UK steel tariff quota rules change from 1 July 2026
On 1 July 2026, a new set of UK customs rules came into force for tariff quotas and some steel imports. The change sits in the Customs (Tariff and Miscellaneous Amendments) (No. 5) Regulations 2026, made on 29 June and laid before the House of Commons on 30 June, and it applies across England and Wales, Scotland and Northern Ireland. If that sounds dry, here is the simpler version. According to the explanatory note published on legislation.gov.uk, the Government has split steel away from other quota goods, tightened how much of some steel quotas any one country can use, and changed how duty is worked out in a few steel-related customs scenarios.
To make sense of that, it helps to start with the idea of a tariff quota. A tariff quota is a set amount of imports that can come in at a lower tariff rate. Once that amount is used up, a different tariff treatment can apply. It is one of the ways governments try to balance supply, competition and support for domestic producers. The new rules replace the old single 'Quota Table' with two separate tables. One is now the Non-steel Quota Table, drawn from 'Tariff Quotas, version 4.5' dated 12 May 2026. The other is the Steel Quota Table, drawn from 'Steel Tariff Quotas, version 1.0' dated 26 May 2026. Several follow-on amendments simply tidy up the law so references to Part C point only to the non-steel table, because the steel table does not have a Part C.
One of the biggest practical changes is a new country cap for goods listed in Part B of the Steel Quota Table. Under the regulation, if imports of those goods from one country or territory go above 40% of the quota volume during a quota period, only the portion within that 40% limit counts as quota goods. **What this means:** think of the quota as a shared lower-tariff allowance. For these Part B steel products, the UK is now saying that one country cannot take more than 40% of that allowance and still get quota treatment on the extra amount. The rule even covers a shipment that crosses the line, so only the slice within the cap qualifies.
The rollover rules have changed too. The regulations say unused quota volume is normally carried from the preceding quota period into the current one on the 'relevant day', but there are two important exceptions. Unused quota volume in Part B of the Steel Quota Table does not roll forward from one quota period to the next, and unused volume from the last quota period of a quota year does not roll into a new quota year. The timing is also different for steel and non-steel quotas. For steel, the relevant day is the twentieth working day after a quota period closes, and after the end of the quota year it is the twentieth working day after 30 June. For non-steel quotas, it is the day after a quota period closes, or 1 January after the quota year ends. **Why this matters:** steel quota leftovers are treated more tightly, and the timetable is slower as well.
Some of the densest wording sits in the rules on inward processing and free zones, but the basic point is still teachable. The explanatory note says the amendments mean that, for goods resulting from the processing of steel products under those customs procedures, import duty will usually be worked out by reference to the goods as they stood when they were declared for the procedure, rather than by reference to the processed goods that come out later. That may sound minor, but it can change which tariff treatment applies. If you are learning how customs law works, this is a clear example of why timing matters just as much as the goods themselves. The law is not only asking what a product is at the end. It is also asking what it was when it first entered the customs procedure.
There is another steel-specific tightening move in the background. The regulations update two authorised use documents, 'Authorised Use: Eligible Goods and Authorised Uses, version 2.25' and 'Authorised Use: Eligible Goods and Rates, version 1.25', both dated 26 May 2026. According to the official note, that removes the relevant steel products from the shipwork authorised use measure. Before this change, that measure allowed certain goods to be imported at a 0% tariff if they were for use in ships, boats, other vessels, and drilling or production platforms. So while the legal instrument reads like a series of technical edits, the real-world effect is narrower access to favourable tariff treatment for some steel imports.
If you zoom out, the message from HMRC, the Treasury and the Department for Business and Trade is fairly plain. Steel is now being handled more separately from non-steel quota goods, some steel quotas now have a firm 40% country cap, and a few carry-over and duty rules have been tightened as well. **What it means for you:** most people will not notice this at the till tomorrow. But if you want to understand how trade policy actually works, this is a useful case study. A short statutory instrument can quietly reshape who gets lower-tariff access to the UK market, when that access runs out, and how much room the Government leaves for one country, one shipment or one industry to benefit.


## Aim of the task
Filter the records for "nerve" and keep each line that has it.

## Task input
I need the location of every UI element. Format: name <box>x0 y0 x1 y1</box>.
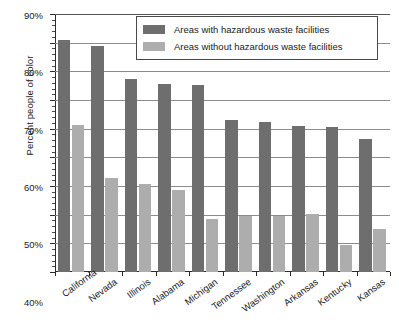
bar-kentucky-series-1 <box>340 245 353 272</box>
legend-swatch-icon-series-1 <box>143 42 165 51</box>
bar-tennessee-series-0 <box>225 120 238 273</box>
bar-california-series-0 <box>58 40 71 272</box>
legend-swatch-icon-series-0 <box>143 25 165 34</box>
bar-kansas-series-1 <box>373 229 386 272</box>
bar-tennessee-series-1 <box>239 216 252 272</box>
y-axis-title: Percent people of color <box>24 31 35 181</box>
bar-michigan-series-1 <box>206 219 219 272</box>
bar-nevada-series-0 <box>91 46 104 272</box>
legend-label-series-0: Areas with hazardous waste facilities <box>174 24 329 35</box>
bar-nevada-series-1 <box>105 178 118 272</box>
bar-washington-series-1 <box>273 216 286 272</box>
bar-washington-series-0 <box>259 122 272 272</box>
bar-illinois-series-1 <box>139 184 152 272</box>
legend-item-with-facilities: Areas with hazardous waste facilities <box>143 21 371 38</box>
y-axis-tick-label: 40% <box>24 296 43 307</box>
bar-illinois-series-0 <box>125 79 138 273</box>
bar-alabama-series-1 <box>172 190 185 272</box>
y-axis-tick-label: 50% <box>24 239 43 250</box>
bar-kansas-series-0 <box>359 139 372 272</box>
bar-chart: Percent people of color 90%80%70%60%50%4… <box>0 0 399 330</box>
legend: Areas with hazardous waste facilities Ar… <box>136 16 378 60</box>
bar-arkansas-series-0 <box>292 126 305 272</box>
legend-label-series-1: Areas without hazardous waste facilities <box>174 41 342 52</box>
legend-item-without-facilities: Areas without hazardous waste facilities <box>143 38 371 55</box>
bar-alabama-series-0 <box>158 84 171 272</box>
bar-kentucky-series-0 <box>326 127 339 272</box>
x-axis-labels: CaliforniaNevadaIllinoisAlabamaMichiganT… <box>55 272 390 330</box>
bar-california-series-1 <box>72 125 85 272</box>
y-axis-tick-label: 80% <box>24 67 43 78</box>
y-axis-tick-label: 90% <box>24 10 43 21</box>
bar-arkansas-series-1 <box>306 214 319 272</box>
x-axis-label-california: California <box>60 276 86 299</box>
x-axis-tick-mark <box>390 272 391 276</box>
y-axis-tick-label: 70% <box>24 124 43 135</box>
y-axis-tick-label: 60% <box>24 182 43 193</box>
bar-michigan-series-0 <box>192 85 205 272</box>
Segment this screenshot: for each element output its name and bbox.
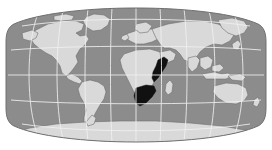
world-map-figure — [0, 0, 272, 150]
land-indonesia — [202, 72, 232, 79]
world-map-svg — [0, 0, 272, 150]
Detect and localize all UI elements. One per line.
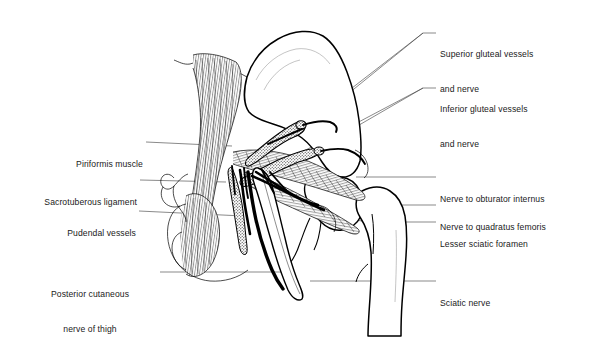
label-line-1: Pudendal vessels xyxy=(0,228,136,240)
label-line-1: Piriformis muscle xyxy=(0,159,143,171)
label-line-1: Sciatic nerve xyxy=(440,298,490,310)
label-pudendal-vessels: Pudendal vessels xyxy=(0,205,136,251)
label-line-2: and nerve xyxy=(440,139,528,151)
femur-bone xyxy=(356,187,407,336)
label-line-2: nerve of thigh xyxy=(20,324,160,336)
label-posterior-cutaneous-nerve-of-thigh: Posterior cutaneous nerve of thigh xyxy=(20,266,160,338)
label-line-1: Superior gluteal vessels xyxy=(440,49,533,61)
label-line-1: Posterior cutaneous xyxy=(20,289,160,301)
label-line-1: Inferior gluteal vessels xyxy=(440,104,528,116)
label-lesser-sciatic-foramen: Lesser sciatic foramen xyxy=(440,216,528,262)
label-sciatic-nerve: Sciatic nerve xyxy=(440,275,490,321)
label-line-1: Lesser sciatic foramen xyxy=(440,239,528,251)
label-inferior-gluteal-vessels-and-nerve: Inferior gluteal vessels and nerve xyxy=(440,81,528,162)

## Reply to the task
label-line-1: Sciatic nerve xyxy=(440,298,490,310)
label-line-2: and nerve xyxy=(440,139,528,151)
label-line-2: nerve of thigh xyxy=(20,324,160,336)
label-posterior-cutaneous-nerve-of-thigh: Posterior cutaneous nerve of thigh xyxy=(20,266,160,338)
label-sciatic-nerve: Sciatic nerve xyxy=(440,275,490,321)
label-inferior-gluteal-vessels-and-nerve: Inferior gluteal vessels and nerve xyxy=(440,81,528,162)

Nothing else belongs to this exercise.